13 January 2013

What? Not hot?

Who says Canberra is not hot? The weather’s been record-breaking and there’s a smoke haze outside in the morning as I write this. I caught Cam and Courtney’s Brass Knuckle Brass Band last night and they were steaming from the first notes of the first tune.
I was surprised at just how comfy and ready they were for those first notes. It’s a good sign and I could feel the eagerness around the dance floor. These are all experienced and trained players and they’ve been playing around, including a recent little tour to Melbourne. It shows. This is lively, easy, solid music that’s funky and insinuating and danceable. It was infectious because the band was having a genuinely good time. And it was refreshing in tone, with its horns and pillowy sousa bass and sharp drums and vocals from Courtney and even Cam at times. I stayed for most, but retreated at the end of the set to rest my ears. But it’s a meat-market in Civic on the weekend with the women-who-can’t-walk and the daggie blokes and the accidental disco mix on the street. I prefer the relaxed cauldron of exotic and sober at the Phoenix despite the crush and noise. I expected to hear two other bands, Americans and Brisbanites, doing something related, but I was called back to our street with its own excitement and heat. I arrived to find police and fire brigades and a house lost to fire. This has been a week of heat. Friends out of Yass fearing bushfires; a lost house in our street; the carnal heat of a Canberra summer night. It all feels like an end-of-time experience, but of course it isn’t. Even climate change isn’t threatening an end-of-time; just of civilisation as we know it.

Brass Knuckle Brass Band were Courtney Stark (vocals), Cameron Smith (trumpet, vocals),Tim Bowyer (trumpet), Michael Bailey (trombone), Sophie Chapman (trombone), David Abkiewicz (sousaphone), Nick Combe (baritone sax) and Robert Nesci (drums).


### Work required
Please retype all of the data below, word for word.

### Source information
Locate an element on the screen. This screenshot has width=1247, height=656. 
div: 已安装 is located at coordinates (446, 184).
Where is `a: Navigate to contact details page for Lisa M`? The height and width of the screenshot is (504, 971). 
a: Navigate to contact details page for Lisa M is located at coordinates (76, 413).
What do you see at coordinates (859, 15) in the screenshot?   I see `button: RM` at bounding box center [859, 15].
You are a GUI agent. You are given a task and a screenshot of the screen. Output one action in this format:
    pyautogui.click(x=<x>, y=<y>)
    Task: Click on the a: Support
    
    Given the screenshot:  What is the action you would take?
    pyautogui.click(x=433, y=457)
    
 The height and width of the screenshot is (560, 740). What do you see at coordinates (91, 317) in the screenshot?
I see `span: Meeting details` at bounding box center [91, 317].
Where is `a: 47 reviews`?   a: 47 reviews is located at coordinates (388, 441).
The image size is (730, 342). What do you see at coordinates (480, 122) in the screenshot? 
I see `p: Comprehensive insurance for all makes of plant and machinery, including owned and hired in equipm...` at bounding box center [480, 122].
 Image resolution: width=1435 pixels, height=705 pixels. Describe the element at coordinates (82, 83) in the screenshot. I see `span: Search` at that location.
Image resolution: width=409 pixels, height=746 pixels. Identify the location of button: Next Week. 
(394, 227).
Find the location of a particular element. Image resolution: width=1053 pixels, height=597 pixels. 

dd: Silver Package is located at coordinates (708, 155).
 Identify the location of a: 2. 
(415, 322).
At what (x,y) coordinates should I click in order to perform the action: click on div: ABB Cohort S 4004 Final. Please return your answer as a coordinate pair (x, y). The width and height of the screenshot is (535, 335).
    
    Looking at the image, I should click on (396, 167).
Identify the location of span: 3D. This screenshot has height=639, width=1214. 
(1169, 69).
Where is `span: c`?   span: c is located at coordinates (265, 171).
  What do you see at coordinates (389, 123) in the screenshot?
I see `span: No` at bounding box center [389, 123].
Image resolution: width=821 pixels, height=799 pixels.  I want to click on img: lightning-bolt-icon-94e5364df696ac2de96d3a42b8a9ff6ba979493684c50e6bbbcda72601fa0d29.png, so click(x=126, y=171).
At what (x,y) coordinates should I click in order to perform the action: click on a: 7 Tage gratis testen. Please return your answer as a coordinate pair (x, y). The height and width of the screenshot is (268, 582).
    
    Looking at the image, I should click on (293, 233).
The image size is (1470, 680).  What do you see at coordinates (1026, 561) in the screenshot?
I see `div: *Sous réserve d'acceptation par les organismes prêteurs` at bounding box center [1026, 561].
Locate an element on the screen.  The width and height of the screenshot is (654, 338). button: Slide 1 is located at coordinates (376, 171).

### Your response
Locate an element on the screen. This screenshot has width=1247, height=656. 
div: 已安装 is located at coordinates (446, 184).
Where is `a: Navigate to contact details page for Lisa M`? The height and width of the screenshot is (504, 971). 
a: Navigate to contact details page for Lisa M is located at coordinates (76, 413).
What do you see at coordinates (859, 15) in the screenshot?   I see `button: RM` at bounding box center [859, 15].
You are a GUI agent. You are given a task and a screenshot of the screen. Output one action in this format:
    pyautogui.click(x=<x>, y=<y>)
    Task: Click on the a: Support
    
    Given the screenshot:  What is the action you would take?
    pyautogui.click(x=433, y=457)
    
 The height and width of the screenshot is (560, 740). What do you see at coordinates (91, 317) in the screenshot?
I see `span: Meeting details` at bounding box center [91, 317].
Where is `a: 47 reviews`?   a: 47 reviews is located at coordinates (388, 441).
The image size is (730, 342). What do you see at coordinates (480, 122) in the screenshot? 
I see `p: Comprehensive insurance for all makes of plant and machinery, including owned and hired in equipm...` at bounding box center [480, 122].
 Image resolution: width=1435 pixels, height=705 pixels. Describe the element at coordinates (82, 83) in the screenshot. I see `span: Search` at that location.
Image resolution: width=409 pixels, height=746 pixels. Identify the location of button: Next Week. 
(394, 227).
Find the location of a particular element. Image resolution: width=1053 pixels, height=597 pixels. 

dd: Silver Package is located at coordinates (708, 155).
 Identify the location of a: 2. 
(415, 322).
At what (x,y) coordinates should I click in order to perform the action: click on div: ABB Cohort S 4004 Final. Please return your answer as a coordinate pair (x, y). The width and height of the screenshot is (535, 335).
    
    Looking at the image, I should click on (396, 167).
Identify the location of span: 3D. This screenshot has height=639, width=1214. 
(1169, 69).
Where is `span: c`?   span: c is located at coordinates (265, 171).
  What do you see at coordinates (389, 123) in the screenshot?
I see `span: No` at bounding box center [389, 123].
Image resolution: width=821 pixels, height=799 pixels.  I want to click on img: lightning-bolt-icon-94e5364df696ac2de96d3a42b8a9ff6ba979493684c50e6bbbcda72601fa0d29.png, so click(x=126, y=171).
At what (x,y) coordinates should I click in order to perform the action: click on a: 7 Tage gratis testen. Please return your answer as a coordinate pair (x, y). The height and width of the screenshot is (268, 582).
    
    Looking at the image, I should click on (293, 233).
The image size is (1470, 680).  What do you see at coordinates (1026, 561) in the screenshot?
I see `div: *Sous réserve d'acceptation par les organismes prêteurs` at bounding box center [1026, 561].
Locate an element on the screen.  The width and height of the screenshot is (654, 338). button: Slide 1 is located at coordinates (376, 171).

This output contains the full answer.